Friday, April 25, 2008

Labor Leaders Meet to Discuss Mexican Immigrant Workers' Rights


By Dianne Solís
The Dallas Morning News

Thursday 24 April 2008

It's a critical time in the U.S. with an enthusiasm for politics unseen in decades, and that's given muscle to the Latino vote, said a U.S. labor leader Wednesday at a conference of Mexican immigrant leaders.

"In over 40 years of organizing, I've never seen this level of interest and it will be good for this democracy," said Eliseo Medina, the executive vice president of the Service Employees International Union, one of the largest labor groups in the U.S.

Mr. Medina urged the advisory council of the Mexican government's Institute for Mexicans Abroad to organize, to vote and to push for an overhaul of the nation's immigration laws, as the conference moved into its second day.

"We can't have two classes of workers here," Mr. Medina said in Spanish.

Then, Mr. Medina, 62, shared his own immigrant story: His family immigrated to the U.S. legally to Delano, Calif., when he was 10, because like so many Mexican families today, they were tired of being separated from their farm worker father, the family's breadwinner.

In Delano, he met César Chávez, the founder of the United Farm Workers, and became an organizer.

Organizing to defend immigrant workers - both legal and illegal - was a theme that's being discussed often throughout the conference.

It began on Tuesday with an address by Mexico's President Felipe Calderón, who called himself "an ally who is indefatigably on the side of the Mexicans in the United States." Later Tuesday evening, Mr. Calderón met privately with a group that calls itself the American and Mexican Anti-Discrimination Alliance, and has received organizing assistance from the American Jewish Committee and the Anti-Defamation League - two groups that have long fought anti-Semitism.

"We have been the focus of many attacks," said organizer Gloria Inzunza-Franco, a Mexican immigrant and university administrator from the Long Beach area. "We always hear about the negative as though it were the norm."

The theme continued Wednesday with Rosa Rosales, the national president of the League of United Latin American Citizens, who emphasized the need to vote and then urged members to "organize, organize, organize." LULAC's greatest base of membership is in Texas, where it was founded in the late 1920s to defend the rights of U.S. citizens of Mexican ancestry.

In Texas, Latinos already make up a quarter of the electorate.

At the Federation for American Immigration Reform, a group that wants immigration restrictions, spokesman Ira Mehlman said that the conference's focus on defending immigrants and pushing for a federal legalization program isn't new.

"They have been advocating for that for some time," he said. But "the Mexican government seems to think that U.S. immigration policy is as much their business as it is ours, which we would dispute."

The advisory council is made up of about 125 people, and was started as a 2003 initiative of Mexico's Foreign Ministry. Most, but not all, members are Mexican immigrants, and they range from pediatricians to construction contractors. About 9.4 percent of Mexico natives lived in the United States in 2005, according to estimates from the Washington, D.C.-based Migration Policy Institute.

Mexico City native Jacobo Kupersztoch, a retired Dallas microbiologist and a former member of the IME council, said the meeting with Mr. Calderón was productive and included Mexico's ambassador Arturo Sarukhan.

"The meeting was positive with a big desire to do something for the migrants," Mr. Kupersztoch said.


### Problem:
Write out the entire listing below exactly as it appears, minus any pictures.

========================================================================

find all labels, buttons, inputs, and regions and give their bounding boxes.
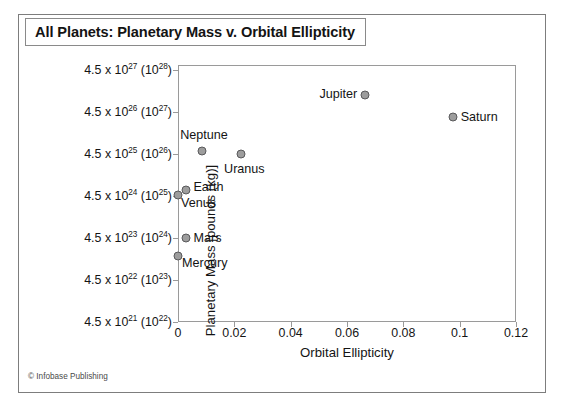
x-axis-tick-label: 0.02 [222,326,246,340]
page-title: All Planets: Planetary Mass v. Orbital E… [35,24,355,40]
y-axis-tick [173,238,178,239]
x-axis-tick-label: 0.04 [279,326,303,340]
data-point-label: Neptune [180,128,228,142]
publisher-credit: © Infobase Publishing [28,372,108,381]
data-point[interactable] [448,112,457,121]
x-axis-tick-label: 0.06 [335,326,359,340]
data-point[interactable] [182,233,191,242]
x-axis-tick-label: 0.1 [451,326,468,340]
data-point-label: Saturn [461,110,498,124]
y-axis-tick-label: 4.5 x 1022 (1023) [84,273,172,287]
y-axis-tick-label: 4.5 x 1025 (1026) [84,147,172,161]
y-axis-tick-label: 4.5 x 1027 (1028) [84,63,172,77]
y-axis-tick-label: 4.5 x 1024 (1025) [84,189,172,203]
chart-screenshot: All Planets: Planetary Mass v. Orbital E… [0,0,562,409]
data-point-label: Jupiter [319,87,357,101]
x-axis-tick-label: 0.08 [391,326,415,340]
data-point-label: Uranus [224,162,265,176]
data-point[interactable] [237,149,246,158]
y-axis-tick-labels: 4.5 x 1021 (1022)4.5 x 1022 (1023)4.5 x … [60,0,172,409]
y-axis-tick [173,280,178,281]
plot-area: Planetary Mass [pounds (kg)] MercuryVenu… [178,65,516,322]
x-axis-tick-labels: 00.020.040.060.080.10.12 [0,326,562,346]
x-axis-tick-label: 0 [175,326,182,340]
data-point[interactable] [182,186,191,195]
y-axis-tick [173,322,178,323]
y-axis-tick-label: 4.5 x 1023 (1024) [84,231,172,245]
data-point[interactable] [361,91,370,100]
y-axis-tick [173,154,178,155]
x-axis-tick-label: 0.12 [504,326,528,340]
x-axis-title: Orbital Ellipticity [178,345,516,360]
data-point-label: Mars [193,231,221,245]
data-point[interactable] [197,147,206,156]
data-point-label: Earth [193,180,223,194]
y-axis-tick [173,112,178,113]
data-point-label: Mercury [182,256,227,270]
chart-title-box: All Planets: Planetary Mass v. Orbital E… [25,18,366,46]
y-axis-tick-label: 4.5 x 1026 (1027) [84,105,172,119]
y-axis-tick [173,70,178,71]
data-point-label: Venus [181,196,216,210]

========================================================================

### Solution to this task:
find all labels, buttons, inputs, and regions and give their bounding boxes.
x-axis-tick-label: 0.02 [222,326,246,340]
page-title: All Planets: Planetary Mass v. Orbital E… [35,24,355,40]
y-axis-tick [173,238,178,239]
x-axis-tick-label: 0.04 [279,326,303,340]
data-point-label: Neptune [180,128,228,142]
publisher-credit: © Infobase Publishing [28,372,108,381]
data-point[interactable] [448,112,457,121]
x-axis-tick-label: 0.06 [335,326,359,340]
data-point[interactable] [182,233,191,242]
x-axis-tick-label: 0.1 [451,326,468,340]
data-point-label: Saturn [461,110,498,124]
y-axis-tick-label: 4.5 x 1022 (1023) [84,273,172,287]
y-axis-tick-label: 4.5 x 1025 (1026) [84,147,172,161]
y-axis-tick-label: 4.5 x 1027 (1028) [84,63,172,77]
y-axis-tick-label: 4.5 x 1024 (1025) [84,189,172,203]
chart-screenshot: All Planets: Planetary Mass v. Orbital E… [0,0,562,409]
data-point-label: Jupiter [319,87,357,101]
x-axis-tick-label: 0.08 [391,326,415,340]
data-point-label: Uranus [224,162,265,176]
data-point[interactable] [237,149,246,158]
y-axis-tick-labels: 4.5 x 1021 (1022)4.5 x 1022 (1023)4.5 x … [60,0,172,409]
y-axis-tick [173,280,178,281]
plot-area: Planetary Mass [pounds (kg)] MercuryVenu… [178,65,516,322]
x-axis-tick-labels: 00.020.040.060.080.10.12 [0,326,562,346]
x-axis-tick-label: 0 [175,326,182,340]
data-point[interactable] [182,186,191,195]
y-axis-tick [173,322,178,323]
y-axis-tick-label: 4.5 x 1023 (1024) [84,231,172,245]
data-point[interactable] [361,91,370,100]
y-axis-tick [173,154,178,155]
x-axis-tick-label: 0.12 [504,326,528,340]
x-axis-title: Orbital Ellipticity [178,345,516,360]
data-point-label: Mars [193,231,221,245]
data-point[interactable] [197,147,206,156]
data-point-label: Earth [193,180,223,194]
y-axis-tick [173,112,178,113]
data-point-label: Mercury [182,256,227,270]
chart-title-box: All Planets: Planetary Mass v. Orbital E… [25,18,366,46]
y-axis-tick-label: 4.5 x 1026 (1027) [84,105,172,119]
y-axis-tick [173,70,178,71]
data-point-label: Venus [181,196,216,210]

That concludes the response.